If you’ve wondered when you have to replace old Apple hardware in order not to make a fool of yourself and if it’s questionable that you hang on your old MacBook Air with USB-A ports, you should take a close look in the Apple Store: the service staff use quite old hardware.

MacBook Air Picture Top View

For example, non-Retina MacBook Airs, whose latest edition is based on the year 2017, are still used for error analysis; the original design is ten years old. The reason is obvious: they’re cheap, do the job, and have traditional connectors that make it easy to connect iPhones via cable. For those who make fun of it, the latest iPhone 11, which isn’t even shipped yet, comes with a USB-A on Lightning cable that won’t connect to any current MacBook without an adapter.

Five year old iPads are good enough to run a billion dollar business.

Also for the iPads, which are used to coordinate appointments and accept service requests, Apple apparently relies on iPad Air models of the first and second generation. These are from 2013/2914, have an A7 or A8X processor (now five and six generations behind) and even a headphone jack.

Conclusion of the story: You don’t always have to have the latest. If even one of the biggest and most valuable companies uses at least five year old hardware to process hundreds of thousands of service requests daily, the up-to-dateness of hardware for certain tasks seems to be the least problem.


-- Work to be completed --
Report every line below that has the string "conjugates" in it.

Dataset entries on figures:

╔══

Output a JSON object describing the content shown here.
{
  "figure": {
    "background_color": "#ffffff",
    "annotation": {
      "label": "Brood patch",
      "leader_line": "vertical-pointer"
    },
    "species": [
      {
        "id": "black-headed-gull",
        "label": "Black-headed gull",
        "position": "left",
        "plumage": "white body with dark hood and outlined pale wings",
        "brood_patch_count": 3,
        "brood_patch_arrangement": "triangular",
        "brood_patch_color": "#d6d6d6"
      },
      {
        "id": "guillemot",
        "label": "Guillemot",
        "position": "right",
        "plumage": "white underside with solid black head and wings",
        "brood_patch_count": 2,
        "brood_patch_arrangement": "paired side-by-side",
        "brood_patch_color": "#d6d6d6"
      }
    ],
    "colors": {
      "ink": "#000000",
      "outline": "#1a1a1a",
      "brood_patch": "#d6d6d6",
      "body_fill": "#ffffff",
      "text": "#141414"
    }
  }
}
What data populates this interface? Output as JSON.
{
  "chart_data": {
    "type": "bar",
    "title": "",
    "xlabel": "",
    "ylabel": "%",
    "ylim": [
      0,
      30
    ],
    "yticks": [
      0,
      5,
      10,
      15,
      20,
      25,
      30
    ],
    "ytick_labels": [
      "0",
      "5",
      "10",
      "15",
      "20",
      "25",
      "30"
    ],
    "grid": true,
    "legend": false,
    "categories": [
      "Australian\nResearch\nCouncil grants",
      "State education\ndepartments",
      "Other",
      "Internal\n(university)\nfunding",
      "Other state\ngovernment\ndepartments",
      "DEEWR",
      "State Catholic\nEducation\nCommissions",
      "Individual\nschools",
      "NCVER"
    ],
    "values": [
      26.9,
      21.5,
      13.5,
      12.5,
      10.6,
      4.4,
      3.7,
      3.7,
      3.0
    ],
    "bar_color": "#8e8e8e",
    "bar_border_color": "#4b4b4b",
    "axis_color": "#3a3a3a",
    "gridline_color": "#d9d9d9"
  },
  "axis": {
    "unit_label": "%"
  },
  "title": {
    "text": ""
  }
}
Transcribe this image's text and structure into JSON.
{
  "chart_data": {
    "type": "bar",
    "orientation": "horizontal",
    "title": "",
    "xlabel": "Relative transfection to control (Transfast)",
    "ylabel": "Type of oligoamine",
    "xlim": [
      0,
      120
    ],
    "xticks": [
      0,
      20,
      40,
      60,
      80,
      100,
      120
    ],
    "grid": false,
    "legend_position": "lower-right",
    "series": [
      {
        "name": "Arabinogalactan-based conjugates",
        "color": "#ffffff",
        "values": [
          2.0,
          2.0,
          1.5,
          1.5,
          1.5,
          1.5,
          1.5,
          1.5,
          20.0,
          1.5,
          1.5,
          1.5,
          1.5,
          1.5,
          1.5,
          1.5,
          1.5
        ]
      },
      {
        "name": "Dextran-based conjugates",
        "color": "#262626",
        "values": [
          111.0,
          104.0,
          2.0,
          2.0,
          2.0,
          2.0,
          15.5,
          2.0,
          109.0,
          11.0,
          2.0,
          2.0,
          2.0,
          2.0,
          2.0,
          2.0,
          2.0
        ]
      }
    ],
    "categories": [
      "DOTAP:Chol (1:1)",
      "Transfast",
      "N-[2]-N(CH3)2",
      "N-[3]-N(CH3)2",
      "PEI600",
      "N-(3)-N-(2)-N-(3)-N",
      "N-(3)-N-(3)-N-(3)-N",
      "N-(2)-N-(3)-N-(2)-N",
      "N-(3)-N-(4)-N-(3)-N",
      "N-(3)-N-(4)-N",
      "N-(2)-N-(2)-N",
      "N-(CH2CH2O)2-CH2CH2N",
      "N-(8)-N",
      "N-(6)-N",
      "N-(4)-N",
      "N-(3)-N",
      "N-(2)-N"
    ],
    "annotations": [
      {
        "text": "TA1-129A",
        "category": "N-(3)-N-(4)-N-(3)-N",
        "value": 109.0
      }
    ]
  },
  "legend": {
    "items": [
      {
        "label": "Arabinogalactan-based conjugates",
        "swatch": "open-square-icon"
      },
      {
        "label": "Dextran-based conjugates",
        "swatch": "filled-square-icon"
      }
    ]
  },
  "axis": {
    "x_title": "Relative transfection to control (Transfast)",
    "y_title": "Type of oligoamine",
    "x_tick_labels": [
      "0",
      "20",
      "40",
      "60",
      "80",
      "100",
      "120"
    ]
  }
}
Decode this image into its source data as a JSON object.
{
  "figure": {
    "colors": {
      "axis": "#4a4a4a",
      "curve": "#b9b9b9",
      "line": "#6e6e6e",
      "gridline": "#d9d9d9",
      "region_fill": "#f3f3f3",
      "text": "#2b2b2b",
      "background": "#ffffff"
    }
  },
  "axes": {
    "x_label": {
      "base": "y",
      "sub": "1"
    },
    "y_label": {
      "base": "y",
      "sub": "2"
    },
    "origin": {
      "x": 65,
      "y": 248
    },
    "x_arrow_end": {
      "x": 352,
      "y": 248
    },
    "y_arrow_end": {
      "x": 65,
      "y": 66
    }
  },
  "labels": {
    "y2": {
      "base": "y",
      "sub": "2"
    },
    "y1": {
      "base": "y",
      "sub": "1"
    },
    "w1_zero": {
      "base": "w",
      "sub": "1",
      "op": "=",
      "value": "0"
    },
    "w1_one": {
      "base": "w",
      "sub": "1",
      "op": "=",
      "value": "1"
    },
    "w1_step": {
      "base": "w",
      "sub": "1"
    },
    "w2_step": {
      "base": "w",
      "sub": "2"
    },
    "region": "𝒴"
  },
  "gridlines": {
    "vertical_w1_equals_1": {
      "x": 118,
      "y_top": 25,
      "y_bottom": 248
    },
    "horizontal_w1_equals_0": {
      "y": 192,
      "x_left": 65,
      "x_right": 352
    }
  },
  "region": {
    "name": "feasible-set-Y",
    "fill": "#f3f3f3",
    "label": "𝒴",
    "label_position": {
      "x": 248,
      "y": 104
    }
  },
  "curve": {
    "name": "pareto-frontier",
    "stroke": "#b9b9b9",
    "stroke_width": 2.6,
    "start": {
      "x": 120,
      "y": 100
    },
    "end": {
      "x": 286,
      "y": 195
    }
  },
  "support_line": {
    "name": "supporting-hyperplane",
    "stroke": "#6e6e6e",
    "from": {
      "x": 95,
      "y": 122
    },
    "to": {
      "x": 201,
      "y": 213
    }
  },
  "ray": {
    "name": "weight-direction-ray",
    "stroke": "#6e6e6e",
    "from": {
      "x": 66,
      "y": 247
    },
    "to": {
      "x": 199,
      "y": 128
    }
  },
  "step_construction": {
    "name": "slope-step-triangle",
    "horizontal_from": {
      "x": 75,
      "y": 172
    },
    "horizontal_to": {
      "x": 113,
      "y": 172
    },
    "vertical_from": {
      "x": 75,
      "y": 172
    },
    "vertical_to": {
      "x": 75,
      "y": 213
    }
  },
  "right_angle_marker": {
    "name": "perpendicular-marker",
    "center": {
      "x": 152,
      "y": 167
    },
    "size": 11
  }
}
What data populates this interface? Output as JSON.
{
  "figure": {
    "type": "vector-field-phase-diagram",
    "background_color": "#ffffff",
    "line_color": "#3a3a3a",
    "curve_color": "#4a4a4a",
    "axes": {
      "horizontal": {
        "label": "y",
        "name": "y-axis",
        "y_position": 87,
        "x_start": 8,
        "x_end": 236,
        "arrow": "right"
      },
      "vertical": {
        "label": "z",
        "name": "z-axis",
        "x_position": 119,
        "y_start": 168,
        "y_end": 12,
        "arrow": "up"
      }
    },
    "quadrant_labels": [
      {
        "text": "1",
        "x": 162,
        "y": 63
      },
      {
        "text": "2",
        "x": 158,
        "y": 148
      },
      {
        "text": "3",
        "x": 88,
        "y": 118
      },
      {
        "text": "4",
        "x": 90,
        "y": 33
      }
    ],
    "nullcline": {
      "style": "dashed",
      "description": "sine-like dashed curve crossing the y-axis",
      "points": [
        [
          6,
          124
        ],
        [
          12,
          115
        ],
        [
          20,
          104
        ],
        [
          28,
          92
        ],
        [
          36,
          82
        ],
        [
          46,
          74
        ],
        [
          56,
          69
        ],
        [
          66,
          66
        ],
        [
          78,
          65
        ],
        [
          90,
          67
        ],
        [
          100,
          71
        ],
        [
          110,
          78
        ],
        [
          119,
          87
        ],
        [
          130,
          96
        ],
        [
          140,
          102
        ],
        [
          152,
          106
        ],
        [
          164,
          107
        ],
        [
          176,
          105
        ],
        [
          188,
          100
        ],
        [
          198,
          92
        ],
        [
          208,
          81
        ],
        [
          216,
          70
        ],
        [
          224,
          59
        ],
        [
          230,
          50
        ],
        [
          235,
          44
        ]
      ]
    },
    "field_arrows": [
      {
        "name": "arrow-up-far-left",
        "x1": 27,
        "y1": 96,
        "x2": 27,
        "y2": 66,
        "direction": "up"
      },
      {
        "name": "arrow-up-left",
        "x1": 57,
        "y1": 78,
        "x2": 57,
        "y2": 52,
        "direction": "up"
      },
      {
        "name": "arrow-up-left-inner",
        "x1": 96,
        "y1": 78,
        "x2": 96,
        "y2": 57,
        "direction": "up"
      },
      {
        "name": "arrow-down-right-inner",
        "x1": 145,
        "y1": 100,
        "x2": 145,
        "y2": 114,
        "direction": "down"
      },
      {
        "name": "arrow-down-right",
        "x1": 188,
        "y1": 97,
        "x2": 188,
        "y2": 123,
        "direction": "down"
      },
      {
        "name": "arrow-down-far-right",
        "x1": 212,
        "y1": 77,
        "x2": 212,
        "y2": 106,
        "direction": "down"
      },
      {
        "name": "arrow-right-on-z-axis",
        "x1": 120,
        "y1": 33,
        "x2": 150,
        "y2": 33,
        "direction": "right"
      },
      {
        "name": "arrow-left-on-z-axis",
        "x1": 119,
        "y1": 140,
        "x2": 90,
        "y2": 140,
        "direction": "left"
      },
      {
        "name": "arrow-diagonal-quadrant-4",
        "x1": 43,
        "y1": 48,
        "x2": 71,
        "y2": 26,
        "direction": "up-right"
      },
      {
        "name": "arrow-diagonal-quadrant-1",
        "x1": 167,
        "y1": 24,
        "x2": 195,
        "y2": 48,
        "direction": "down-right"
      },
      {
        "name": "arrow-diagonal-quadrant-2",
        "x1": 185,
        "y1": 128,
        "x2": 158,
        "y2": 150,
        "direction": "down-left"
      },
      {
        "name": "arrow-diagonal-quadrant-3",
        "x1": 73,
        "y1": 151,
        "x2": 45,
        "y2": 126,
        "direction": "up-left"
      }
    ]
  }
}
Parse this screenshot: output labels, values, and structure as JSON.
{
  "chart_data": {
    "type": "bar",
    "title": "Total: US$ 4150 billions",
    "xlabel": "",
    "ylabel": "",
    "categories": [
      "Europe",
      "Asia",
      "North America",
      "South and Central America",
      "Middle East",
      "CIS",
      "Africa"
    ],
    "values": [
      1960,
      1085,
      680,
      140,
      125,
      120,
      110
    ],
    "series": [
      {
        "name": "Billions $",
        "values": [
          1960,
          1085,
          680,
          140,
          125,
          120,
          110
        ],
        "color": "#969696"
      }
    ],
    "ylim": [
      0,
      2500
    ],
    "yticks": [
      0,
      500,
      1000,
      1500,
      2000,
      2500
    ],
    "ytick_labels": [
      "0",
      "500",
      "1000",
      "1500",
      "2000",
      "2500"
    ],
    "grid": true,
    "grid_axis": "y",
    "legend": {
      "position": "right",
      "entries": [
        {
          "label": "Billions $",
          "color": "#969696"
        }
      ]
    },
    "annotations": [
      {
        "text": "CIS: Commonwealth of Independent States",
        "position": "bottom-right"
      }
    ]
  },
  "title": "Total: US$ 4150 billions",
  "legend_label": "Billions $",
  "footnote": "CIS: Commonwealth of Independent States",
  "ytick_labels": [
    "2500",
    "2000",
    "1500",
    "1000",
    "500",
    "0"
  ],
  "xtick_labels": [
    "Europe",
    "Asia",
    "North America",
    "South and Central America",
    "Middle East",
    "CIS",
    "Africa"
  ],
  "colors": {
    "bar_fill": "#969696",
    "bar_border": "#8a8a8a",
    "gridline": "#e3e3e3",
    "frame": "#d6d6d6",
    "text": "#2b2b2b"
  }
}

╚══

-- Exercise solution --
        "name": "Arabinogalactan-based conjugates",
        "name": "Dextran-based conjugates",
        "label": "Arabinogalactan-based conjugates",
        "label": "Dextran-based conjugates",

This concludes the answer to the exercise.